Give This Baby a Medal for Real!

Jun 13, 2007 | Blog

I love tasting ‘blind’ not because I worry about showing coarse bias for or against wines, but because I worry about the subtle psychological phenomenon of ‘auto-suggestion,’ by which one is influenced by one’s own–often unconscious–preconceptions.  However, I can’t always taste blind, for the simple reason that I don’t always have someone around to ‘shuffle the deck,’ as it were, by obscuring bottles or scrambling glasses.

I didn’t taste Santa Rita’s “Medalla Real” Cabernet Sauvignon 2004 wine blind, and as a result, I sensed my own hesitation when scoring it:  Can a $19 wine really be this good, even if it comes from Chile’s Maipo Valley, one of the world’s prime Cab sources?  Do I really want to drop 92 points on a wine at this price point, at the risk of being thought a soft touch?

So, just to be sure, I stuck it in the refrigerator (more on this below) to look at it again on the following evening.  And the wine looked even better on the second night than it did when first opened.

It looked pretty damned good on the first night, and that is saying something, since that happened to be a birthday of mine with a zero in the second digit.  I mention this only because, given the occasion, I naturally dug something special out of my cellar, namely, 1982 Gruaud Larose.  Which rocked.  I tasted this Medalla Real after checking out the Gruaud, and was amazed to find some hints of commonality:  light cedar notes, subtle graphite tinges, a mineral edge, and a vaguely earthy backnote.

To be sure, there were about a dozen other notes that the Gruaud Larose brought to the table that the Santa Rita couldn’t muster, but I won’t belabor this with a comprehensive rundown.  On the other hand, the Santa Rita had a lot of punchy, dark berry fruit that the Bordeaux couldn’t match, and which may actually be more appealing to those who aren’t accustomed to the vaguely musty charms of 25 year-old wines.

The upshot of all this is clear:  Santa Rita’s Medalla Real is, in its top vintages, a spectacular over-achiever and a remarkable value, and this rendition surely fits that bill.  With a core of blackberry and black cherry fruit that is fully ripe but still bright and not at all chunky and sweet (as is distressingly true of many reds from over the mountains in Argentina), this is a winner even before you get to the accent notes of tobacco leaf, cedar, spices, and graphite.

A last word on the fridge:  For overnight storage purposes, only a few brands of heavier-than-air preservative sprays can match the prophylactic powers of a refrigerator in warding off the degrading effects of oxygen on an opened bottle.  Even if you use such sprays, the fridge will work in tandem with them as a supplementary preservative, so remember to pitch that red into the icebox at the end of the evening–however counter-intuitive that may seem.

Moreover, with summer getting in gear here in the northern hemisphere, it is time to chill your reds before enjoying them.  Anything that isn’t straight out of my cellar gets a good 20 minutes in the fridge before tasting this time of year.  This is extremely important.  Reds at 72 degrees Fahrenheit are really too warm, and won’t have the freshness and focus they’ll show if cooled down a bit.  And if your red is poured at 78 degrees (not an uncommon room temperature in summer weather), you are committing vinous malpractice.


Your objective: The word "gridline" may appear in some lines of the data; copy every such line.

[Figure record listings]
┌──

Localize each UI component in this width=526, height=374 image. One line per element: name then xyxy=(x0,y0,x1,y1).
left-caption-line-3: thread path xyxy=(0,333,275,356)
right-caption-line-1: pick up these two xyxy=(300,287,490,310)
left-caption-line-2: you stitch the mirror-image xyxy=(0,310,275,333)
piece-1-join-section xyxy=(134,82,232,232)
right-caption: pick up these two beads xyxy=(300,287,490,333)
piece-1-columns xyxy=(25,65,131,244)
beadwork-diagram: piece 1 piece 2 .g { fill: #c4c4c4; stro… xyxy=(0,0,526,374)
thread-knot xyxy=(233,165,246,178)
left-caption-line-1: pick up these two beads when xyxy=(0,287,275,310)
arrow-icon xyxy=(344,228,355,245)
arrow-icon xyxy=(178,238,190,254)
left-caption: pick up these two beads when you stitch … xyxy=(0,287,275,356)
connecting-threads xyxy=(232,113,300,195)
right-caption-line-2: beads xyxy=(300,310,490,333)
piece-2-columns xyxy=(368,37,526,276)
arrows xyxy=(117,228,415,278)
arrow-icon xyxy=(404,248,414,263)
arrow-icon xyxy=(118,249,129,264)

└──
┌──

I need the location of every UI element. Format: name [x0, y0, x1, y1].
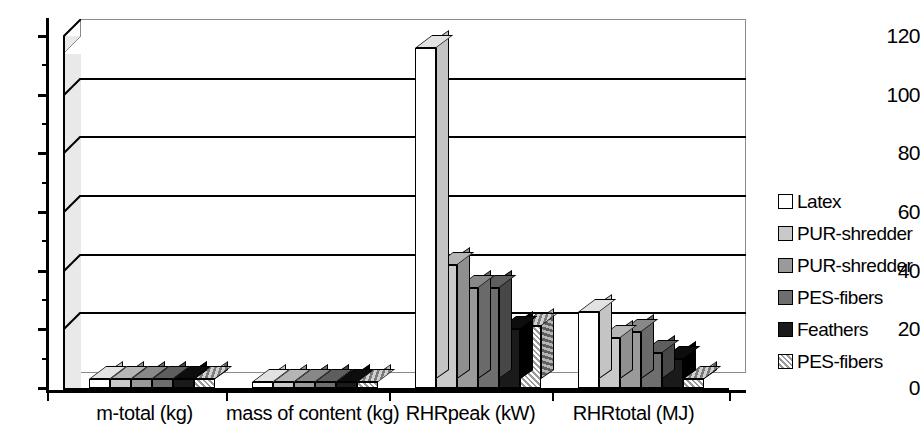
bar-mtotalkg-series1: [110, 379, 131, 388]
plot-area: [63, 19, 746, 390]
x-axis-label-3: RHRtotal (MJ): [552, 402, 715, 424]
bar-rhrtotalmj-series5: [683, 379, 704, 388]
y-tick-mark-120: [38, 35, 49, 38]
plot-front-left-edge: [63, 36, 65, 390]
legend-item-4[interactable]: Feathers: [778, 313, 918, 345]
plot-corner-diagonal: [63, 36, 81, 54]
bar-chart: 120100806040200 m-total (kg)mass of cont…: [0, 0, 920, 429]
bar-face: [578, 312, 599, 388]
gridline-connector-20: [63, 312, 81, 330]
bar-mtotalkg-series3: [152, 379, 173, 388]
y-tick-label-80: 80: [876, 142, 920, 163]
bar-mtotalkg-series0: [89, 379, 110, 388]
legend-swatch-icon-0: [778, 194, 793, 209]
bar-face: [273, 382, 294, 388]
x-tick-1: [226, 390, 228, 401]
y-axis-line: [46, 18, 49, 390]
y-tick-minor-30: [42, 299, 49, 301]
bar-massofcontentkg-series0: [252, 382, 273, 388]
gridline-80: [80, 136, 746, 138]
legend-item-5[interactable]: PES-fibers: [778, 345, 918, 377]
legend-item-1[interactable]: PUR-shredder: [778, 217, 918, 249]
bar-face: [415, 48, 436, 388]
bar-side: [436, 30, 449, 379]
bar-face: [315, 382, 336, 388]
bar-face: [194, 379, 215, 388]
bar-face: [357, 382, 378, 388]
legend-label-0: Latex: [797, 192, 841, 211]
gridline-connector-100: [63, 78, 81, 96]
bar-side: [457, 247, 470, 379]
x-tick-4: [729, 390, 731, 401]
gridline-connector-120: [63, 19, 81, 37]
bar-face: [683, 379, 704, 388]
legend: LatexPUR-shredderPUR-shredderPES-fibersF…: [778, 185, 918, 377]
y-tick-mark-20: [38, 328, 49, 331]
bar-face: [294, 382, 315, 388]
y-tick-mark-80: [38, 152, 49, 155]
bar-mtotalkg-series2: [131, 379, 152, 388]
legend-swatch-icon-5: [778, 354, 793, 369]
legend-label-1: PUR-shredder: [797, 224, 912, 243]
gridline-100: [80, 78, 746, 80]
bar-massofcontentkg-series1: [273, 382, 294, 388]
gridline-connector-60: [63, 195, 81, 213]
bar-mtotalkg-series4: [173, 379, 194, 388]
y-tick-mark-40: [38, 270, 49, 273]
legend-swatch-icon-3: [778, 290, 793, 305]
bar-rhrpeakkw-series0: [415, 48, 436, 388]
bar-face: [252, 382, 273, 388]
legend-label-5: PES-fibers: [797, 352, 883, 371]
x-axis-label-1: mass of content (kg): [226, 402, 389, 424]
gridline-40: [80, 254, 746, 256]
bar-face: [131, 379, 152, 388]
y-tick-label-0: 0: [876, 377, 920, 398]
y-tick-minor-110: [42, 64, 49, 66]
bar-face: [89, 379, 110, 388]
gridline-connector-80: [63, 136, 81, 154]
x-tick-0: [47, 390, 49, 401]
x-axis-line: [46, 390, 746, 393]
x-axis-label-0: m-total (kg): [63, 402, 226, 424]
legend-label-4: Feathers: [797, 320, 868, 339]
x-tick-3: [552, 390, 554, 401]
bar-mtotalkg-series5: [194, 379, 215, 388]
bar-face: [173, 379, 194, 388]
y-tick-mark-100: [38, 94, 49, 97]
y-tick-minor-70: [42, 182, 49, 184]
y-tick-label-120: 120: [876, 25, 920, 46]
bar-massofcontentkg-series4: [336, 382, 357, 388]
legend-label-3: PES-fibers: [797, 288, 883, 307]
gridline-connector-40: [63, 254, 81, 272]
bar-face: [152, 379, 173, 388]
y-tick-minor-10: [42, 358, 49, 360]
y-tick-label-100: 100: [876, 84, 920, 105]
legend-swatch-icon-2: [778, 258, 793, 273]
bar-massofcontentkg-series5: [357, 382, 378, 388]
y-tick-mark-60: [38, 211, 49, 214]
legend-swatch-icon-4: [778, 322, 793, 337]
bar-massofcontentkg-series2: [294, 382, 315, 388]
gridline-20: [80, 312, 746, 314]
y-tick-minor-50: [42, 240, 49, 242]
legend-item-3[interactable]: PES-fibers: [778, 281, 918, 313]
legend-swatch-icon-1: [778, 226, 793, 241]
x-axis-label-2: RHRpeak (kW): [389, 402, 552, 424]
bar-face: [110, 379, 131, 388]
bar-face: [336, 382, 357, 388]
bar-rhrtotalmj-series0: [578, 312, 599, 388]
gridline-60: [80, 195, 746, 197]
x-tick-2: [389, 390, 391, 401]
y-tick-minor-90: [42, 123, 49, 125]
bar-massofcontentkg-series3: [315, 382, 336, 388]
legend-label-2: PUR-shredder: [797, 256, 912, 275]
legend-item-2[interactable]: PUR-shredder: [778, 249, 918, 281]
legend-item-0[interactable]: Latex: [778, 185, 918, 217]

└──
┌──

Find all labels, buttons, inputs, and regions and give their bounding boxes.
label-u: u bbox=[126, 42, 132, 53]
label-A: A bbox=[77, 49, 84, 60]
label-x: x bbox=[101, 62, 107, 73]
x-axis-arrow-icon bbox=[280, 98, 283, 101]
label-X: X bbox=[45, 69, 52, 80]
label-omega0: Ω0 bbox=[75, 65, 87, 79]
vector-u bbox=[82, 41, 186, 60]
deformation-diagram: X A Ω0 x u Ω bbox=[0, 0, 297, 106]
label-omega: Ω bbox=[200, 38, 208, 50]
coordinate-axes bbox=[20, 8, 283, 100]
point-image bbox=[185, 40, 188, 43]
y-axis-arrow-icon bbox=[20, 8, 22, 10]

└──

Solution for this problem:
gridline-connector-20: [63, 312, 81, 330]
gridline-80: [80, 136, 746, 138]
gridline-connector-100: [63, 78, 81, 96]
gridline-connector-120: [63, 19, 81, 37]
gridline-100: [80, 78, 746, 80]
gridline-connector-60: [63, 195, 81, 213]
gridline-40: [80, 254, 746, 256]
gridline-connector-80: [63, 136, 81, 154]
gridline-connector-40: [63, 254, 81, 272]
gridline-20: [80, 312, 746, 314]
gridline-60: [80, 195, 746, 197]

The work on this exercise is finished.